For more than a decade now, Ravindra Kumar has been infusing societal thoughts into his paintings in a bid to trigger in the viewers’ mind an interrogative spirit about various norms and injustices around. “I do not follow a particular style. For me, art is a travel to the deepest corners of my mind and producing it through colours,” says the artist from Jharkhand. “I want to talk on social issues and use art as a medium to do so.”
The Ranchi-based painter’s Hanan is among a set of artworks now on in the capital that is hosting a group exhibition. At the All India Fine Arts and Crafts Society downtown, the Meraki Art House that supports emerging artists has pooled in paintings and sculptures from two dozen participants, giving visitors a chance to take in a feel of contemporary Indian art that, incidentally at the gallery, owes a dash of inspiration from the West as well.
Chandni Gulati, who is curator of ‘Ayat and Inayat’ ending on June 14, notes that preparatory work for exhibition led her to stumble upon paintings and sculptures, a variety of which bore vehement abstraction. “It is great that quite a few of them have that quality underneath the visually alluring colours,” she says, standing at the rectangular gallery that features canvases of various sizes at the week-long event.
Ravindra’s Hanan, for instance, can be called a work that takes a leaf from Fauvism characterised by strong brushstrokes and vibrant hues typical of the movement that developed in France for a while in the early 20th century. In view are a man on one half of the canvas and a woman on the other. The male is drawn as a maleficent with the female seemingly trapped, elusively drawn in the form of a goddess. The inference: if a demon arises in a man to cause harm, why is a goddess not rising out of a woman to stop it?
Though a mantled interrogation, Ravindra wants to allow the viewer to form their conclusions about the painting that has the male, incidentally, part-decked with Kathakali costume above the neck. The artist counts the opportunity to exhibit at AIFACS as a blessing: “I have displayed my work at open court houses of malls, but never at an honourable level like this.”
Ruchika Rehal, a fellow participant, aims at introducing an art technique that she claims wasn’t prevalent in India prior to her work called Mischtechnik. It strives to transform paintings to apparent as real through the technique she learnt in Vienna. Ruchika hopes this foreign technique will find its place in her country too. “I want to popularise Mischtechnik out here,” adds the artist, the first Indian learning this technique at the Austrian capital’s Academy of Visionary Art.
Among the others, Sureel Kumar has presented a set of sculptures. The artist, who runs a timbre store at a small town called Giddarbaha in Punjab, has the entire stock made out of wood. His idea is to narrate the evolution of women. Crafted here is a wooden mosaic of a modern woman within a larger carving of Venus of Willendrof, which is the oldest sculpture (30000 BC, from lower Austria) of a woman found as yet.
“If you look at the wooden mosaic of the modern woman meticulously, you may perhaps realise that my detailing has logically portrayed a lady, but she is unsatisfied. All the same, the Venus figure enveloping it from the side encompasses imperfection, but has a sense of satisfaction,” adds Sureel, who believes that there is trepidation among the minds of the people of today.
Dikshika Pradhan’s Acrylic painting, Maya, is a depiction of a dancer following her passion, reflecting her journey of art. “I painted this to exuberate the feeling of following her heart without placing restrictions,” she says, hoping that the painting will exude similar feelings to the viewer.
Many of the artists, the curator notes, have used the style of Fauvism as well as the post-impressionist Cloisonnism, making wild colors a means to define their aesthetics. All the same, the show features a few impressionistic and realist-style works among the loud ones.
Noticeably, some of the mains of the exhibitions are Madhubani paintings, besides landscapes. “A lot of the artists have diverted away from the mainstream a la mode art to create their own sense of contemporariness by bringing in traditional art styles and silhouetting gods and goddesses,” notes curator Chandni.
The other artists at the show are Aditi Sood, Surbhi Gupta, Shyam Sujan, Lalit Kapoor, Disha Syngal, Radhika Kharb, Indrani Ghosh, Pratima Kushwaha, Manoj Ghosh, Vaishali Varshneya, Ritesh Rajput, Jyotika Vijay, Shiva Kant Yadav, Dhanya Nair, Dikshika Pradhan, Tanya Rana, Vinod Prakash, Pankti Jain, Sugadha Mahajan and Rosetta Luthor.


What is being asked: Drop the pictures and repeat exactly from the "Image is 846x376 pixels." line down to the last line of the entries below.

(Data records for software interfaces)
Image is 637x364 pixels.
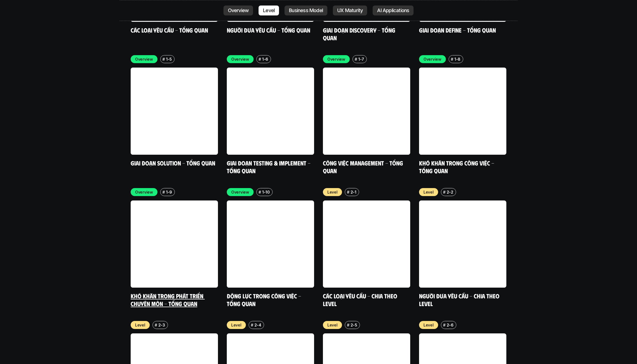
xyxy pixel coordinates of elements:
[155,323,157,327] h6: #
[231,56,249,62] p: Overview
[419,159,495,174] a: Khó khăn trong công việc - Tổng quan
[130,159,215,167] a: Giai đoạn Solution - Tổng quan
[258,190,261,194] h6: #
[231,322,242,328] p: Level
[423,322,434,328] p: Level
[130,292,204,308] a: Khó khăn trong phát triển chuyên môn - Tổng quan
[158,322,165,328] p: 2-3
[419,292,501,308] a: Người đưa yêu cầu - Chia theo Level
[262,190,270,195] p: 1-10
[262,56,268,62] p: 1-6
[447,322,453,328] p: 2-6
[254,322,261,328] p: 2-4
[443,190,445,194] h6: #
[323,26,396,41] a: Giai đoạn Discovery - Tổng quan
[454,56,460,62] p: 1-8
[135,190,153,195] p: Overview
[358,56,364,62] p: 1-7
[135,56,153,62] p: Overview
[351,322,357,328] p: 2-5
[226,159,312,174] a: Giai đoạn Testing & Implement - Tổng quan
[226,292,302,308] a: Động lực trong công việc - Tổng quan
[258,57,261,61] h6: #
[347,323,349,327] h6: #
[130,26,208,34] a: Các loại yêu cầu - Tổng quan
[226,26,310,34] a: Người đưa yêu cầu - Tổng quan
[166,56,171,62] p: 1-5
[162,57,165,61] h6: #
[231,190,249,195] p: Overview
[354,57,357,61] h6: #
[162,190,165,194] h6: #
[450,57,453,61] h6: #
[423,56,441,62] p: Overview
[419,26,495,34] a: Giai đoạn Define - Tổng quan
[251,323,253,327] h6: #
[135,322,146,328] p: Level
[327,190,338,195] p: Level
[323,292,399,308] a: Các loại yêu cầu - Chia theo level
[423,190,434,195] p: Level
[351,190,356,195] p: 2-1
[223,5,253,15] a: Overview
[327,56,345,62] p: Overview
[347,190,349,194] h6: #
[443,323,445,327] h6: #
[323,159,404,174] a: Công việc Management - Tổng quan
[447,190,453,195] p: 2-2
[166,190,172,195] p: 1-9
[327,322,338,328] p: Level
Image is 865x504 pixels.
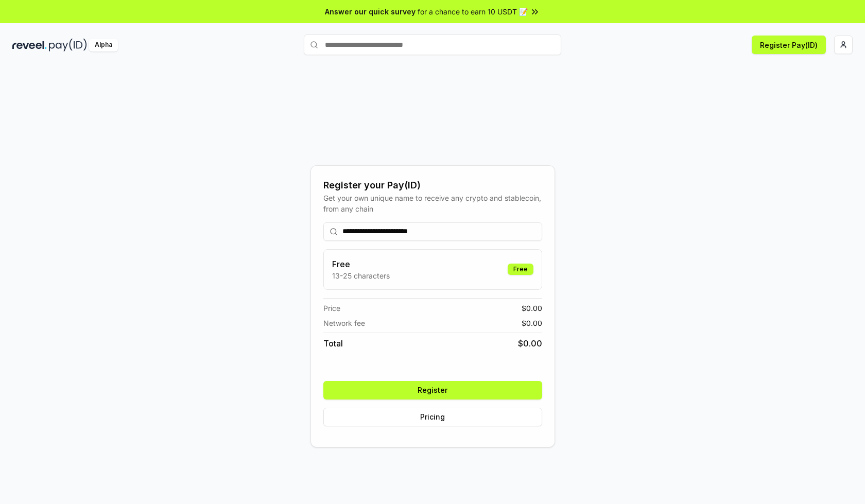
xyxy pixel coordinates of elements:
button: Register Pay(ID) [752,35,826,54]
img: pay_id [49,39,87,52]
img: reveel_dark [12,39,47,52]
h3: Free [332,258,390,271]
span: Price [324,303,340,313]
div: Register your Pay(ID) [324,178,542,193]
p: 13-25 characters [332,271,390,281]
span: Network fee [324,318,365,328]
div: Alpha [89,39,118,52]
button: Register [324,381,542,399]
span: Total [324,337,343,349]
span: Answer our quick survey [325,6,415,17]
span: for a chance to earn 10 USDT 📝 [418,6,528,17]
span: $ 0.00 [518,337,542,349]
div: Free [508,263,534,275]
span: $ 0.00 [522,303,542,313]
button: Pricing [324,408,542,426]
div: Get your own unique name to receive any crypto and stablecoin, from any chain [324,193,542,214]
span: $ 0.00 [522,318,542,328]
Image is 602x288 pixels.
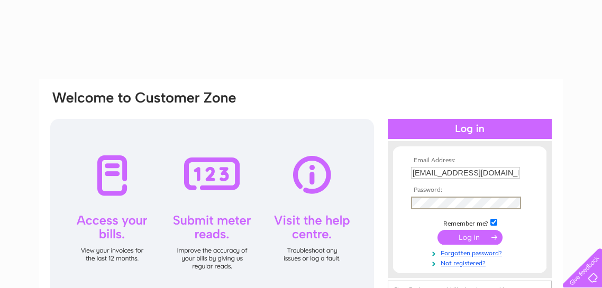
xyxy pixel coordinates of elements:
a: Forgotten password? [411,247,531,258]
a: Not registered? [411,258,531,268]
input: Submit [437,230,502,245]
td: Remember me? [408,217,531,228]
th: Email Address: [408,157,531,164]
th: Password: [408,187,531,194]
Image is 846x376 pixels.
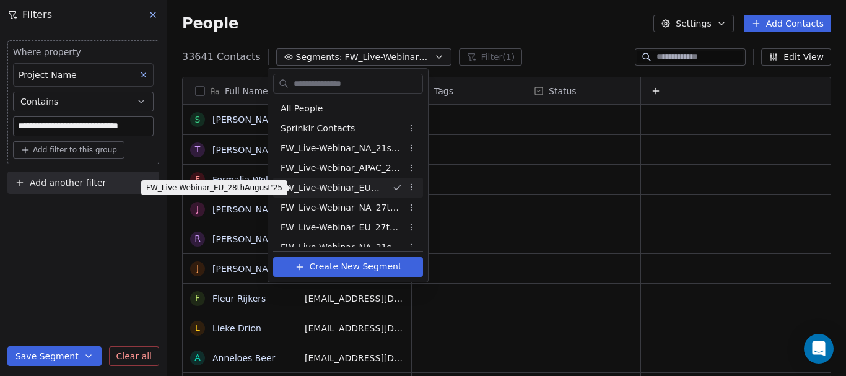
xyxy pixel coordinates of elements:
span: Create New Segment [310,260,402,273]
button: Create New Segment [273,257,423,277]
span: Sprinklr Contacts [281,122,355,135]
p: FW_Live-Webinar_EU_28thAugust'25 [146,183,282,193]
span: FW_Live-Webinar_NA_21stAugust'25 Batch 2 [281,241,402,254]
span: FW_Live-Webinar_NA_21stAugust'25 [281,142,402,155]
span: FW_Live-Webinar_NA_27thAugust'25 [281,201,402,214]
span: FW_Live-Webinar_EU_28thAugust'25 [281,181,382,195]
span: FW_Live-Webinar_EU_27thAugust'25 [281,221,402,234]
span: FW_Live-Webinar_APAC_21stAugust'25 [281,162,402,175]
span: All People [281,102,323,115]
div: Suggestions [273,98,423,376]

Worked solution:
Image is 846x376 pixels.
xyxy pixel coordinates of elements:
span: Create New Segment [310,260,402,273]
button: Create New Segment [273,257,423,277]
span: Sprinklr Contacts [281,122,355,135]
p: FW_Live-Webinar_EU_28thAugust'25 [146,183,282,193]
span: FW_Live-Webinar_NA_21stAugust'25 Batch 2 [281,241,402,254]
span: FW_Live-Webinar_NA_21stAugust'25 [281,142,402,155]
span: FW_Live-Webinar_NA_27thAugust'25 [281,201,402,214]
span: FW_Live-Webinar_EU_28thAugust'25 [281,181,382,195]
span: FW_Live-Webinar_EU_27thAugust'25 [281,221,402,234]
span: FW_Live-Webinar_APAC_21stAugust'25 [281,162,402,175]
span: All People [281,102,323,115]
div: Suggestions [273,98,423,376]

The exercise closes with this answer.